OT Linux (RE: [rescue] OT: Stuffed Proliant?)

Patrick Giagnocavo rescue at sunhelp.org
Sat Dec 22 01:25:35 CST 2001


On Sat, Dec 22, 2001 at 01:55:12AM -0500, Joshua D Boyd wrote:
> On Sat, Dec 22, 2001 at 01:09:01AM -0500, Patrick Giagnocavo wrote:
> > On Sat, Dec 22, 2001 at 12:30:27AM -0500, Joshua D Boyd wrote:
> > > On Sat, Dec 22, 2001 at 12:01:56AM -0500, Patrick Giagnocavo wrote:
> > > Yes, but how hard do you really push the K6-2?
> > 
> >I don't push it at all... my customers who run db-backed web servers do though
> > 
> > One db query at least for each page load.
> 
> Yes, but how many hits per second, how tough of a query per page, how large the
> data set, run times involved per hit.
> 
> The one thing that intel does have going for it is how cheaply you can bring a 
> second machine online (assuming you designed your site correctly).  This can
> be used to overcome a lot of short comings.

Actually, you could probably get better performance from other
platforms, but it is easier to solve problems with more RAM, which is
cheap on x86.  DBMS's luuuuuve more RAM.
 
> I don't know.  It would interesting to see for common sites how much of the 
> load is the SSL processor versus everything else.  I'm thinking that based
> on much CPU power is used on my machines for SSH that it isn't much.  Err, both
> SSH and SSL use RSA, do they not.

All I know is that many people were very happy that the crypto add-in
cards got supported in OpenBSD and Linux, etc.  Could also be for
IPSEC/VPN usage though.

> Besides, lack of rotate isn't all that bad.  Instead of rotating left by 12 
> bits, you shift left by 12, shift right by 20, then sum the two shifts.  The
> two shifts can be done simultaneously on a super-pipelined processor, so you
> need 3 cycles to do a rotate instead of one.  While this seems bad, I find it

As long as the cache stays full...

> hard to believe that this is the sole reason for distributed net to be slower
> on SPARCs than intel boxes.  We loose 2 cylces on a rotate.  So what.  We
> make it up by doing less loads.

Maybe loads aren't as expensive when everything is in L2 cache.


• WHAT THE EXERCISE ASKS:
If a line of the records holds the word "chart", copy it out.

Figure dataset records
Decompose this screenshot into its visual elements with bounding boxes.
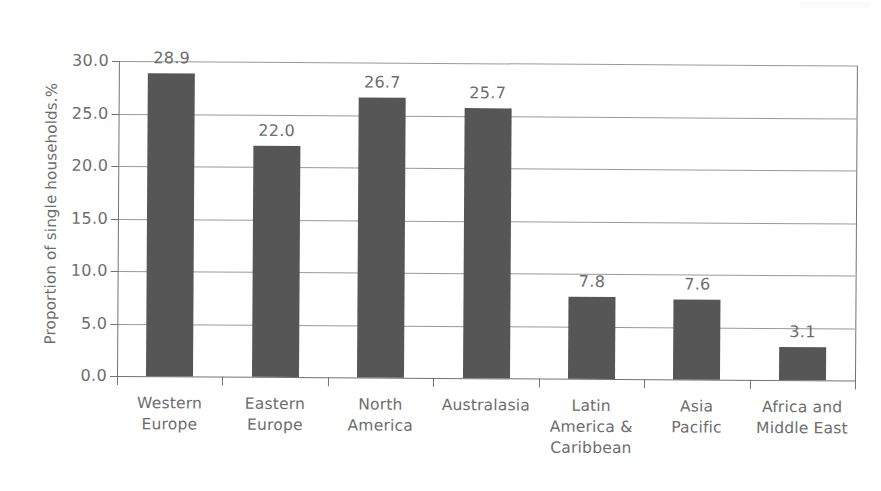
x-axis-tick-mark — [539, 379, 540, 388]
bar — [779, 347, 826, 380]
bar — [462, 108, 511, 378]
bar-value-label: 28.9 — [132, 48, 212, 67]
x-axis-tick-mark — [855, 380, 856, 389]
x-axis-tick-mark — [749, 380, 750, 389]
category-label-line: Latin — [531, 396, 651, 418]
bar-value-labels: 28.922.026.725.77.87.63.1 — [2, 0, 881, 5]
category-label-line: Europe — [109, 414, 229, 436]
bar — [357, 97, 406, 378]
y-axis-tick-label: 0.0 — [49, 366, 107, 385]
category-label-line: Eastern — [215, 394, 335, 416]
category-label-line: Australasia — [426, 395, 546, 417]
category-label-line: Middle East — [742, 418, 862, 440]
category-label-line: Western — [109, 393, 229, 415]
category-label-line: Pacific — [636, 417, 756, 439]
x-axis-category-label: NorthAmerica — [320, 394, 440, 437]
bar-value-label: 26.7 — [342, 72, 422, 91]
bar — [252, 146, 300, 377]
chart-ink-layer: Proportion of single households.% 30.025… — [0, 0, 881, 491]
bar-value-label: 7.8 — [552, 272, 632, 291]
category-label-line: Asia — [637, 396, 757, 418]
bar-value-label: 25.7 — [448, 83, 528, 102]
x-axis-tick-mark — [117, 376, 118, 385]
x-axis-category-label: Australasia — [426, 395, 546, 417]
y-axis-tick-label: 5.0 — [49, 313, 107, 332]
gridlines — [119, 61, 857, 66]
y-axis-tick-mark — [112, 113, 120, 114]
bar — [673, 300, 720, 380]
gridline — [119, 61, 857, 67]
x-axis-tick-mark — [222, 377, 223, 386]
y-axis-tick-label: 25.0 — [51, 103, 109, 122]
x-axis-category-label: WesternEurope — [109, 393, 229, 436]
category-label-line: Africa and — [742, 397, 862, 419]
bar-value-label: 7.6 — [657, 274, 737, 293]
y-axis-tick-label: 30.0 — [51, 51, 109, 70]
category-label-line: Europe — [215, 415, 335, 437]
x-axis-category-label: EasternEurope — [215, 394, 335, 437]
bar-chart: Proportion of single households.% 30.025… — [0, 0, 881, 491]
y-axis-tick-label: 15.0 — [50, 208, 108, 227]
y-axis-tick-mark — [111, 218, 119, 219]
bar-value-label: 22.0 — [237, 121, 317, 140]
x-axis-category-label: AsiaPacific — [636, 396, 756, 439]
category-label-line: Caribbean — [531, 438, 651, 460]
y-axis-tick-label: 20.0 — [50, 156, 108, 175]
y-axis-tick-labels: 30.025.020.015.010.05.00.0 — [2, 0, 881, 5]
y-axis-tick-mark — [111, 271, 119, 272]
x-axis-tick-mark — [433, 378, 434, 387]
x-axis-category-label: Africa andMiddle East — [742, 397, 862, 440]
category-label-line: America & — [531, 417, 651, 439]
x-axis-category-label: LatinAmerica &Caribbean — [531, 396, 651, 460]
category-label-line: America — [320, 415, 440, 437]
x-axis-category-labels: WesternEuropeEasternEuropeNorthAmericaAu… — [2, 0, 881, 5]
x-axis-tick-mark — [644, 379, 645, 388]
bar-value-label: 3.1 — [763, 322, 843, 341]
y-axis-tick-mark — [112, 61, 120, 62]
y-axis-tick-mark — [111, 166, 119, 167]
y-axis-tick-label: 10.0 — [50, 261, 108, 280]
plot-area — [117, 61, 857, 381]
bar — [146, 73, 195, 377]
category-label-line: North — [320, 394, 440, 416]
y-axis-tick-mark — [110, 323, 118, 324]
bar — [568, 297, 615, 379]
x-axis-tick-mark — [328, 377, 329, 386]
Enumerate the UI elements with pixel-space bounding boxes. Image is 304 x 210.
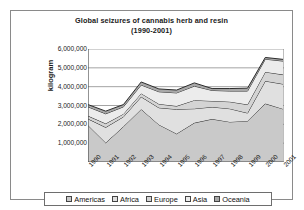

• EXERCISE ANSWER:
chart-ink-layer: Proportion of single households.% 30.025… — [0, 0, 881, 491]
bar-chart: Proportion of single households.% 30.025… — [0, 0, 881, 491]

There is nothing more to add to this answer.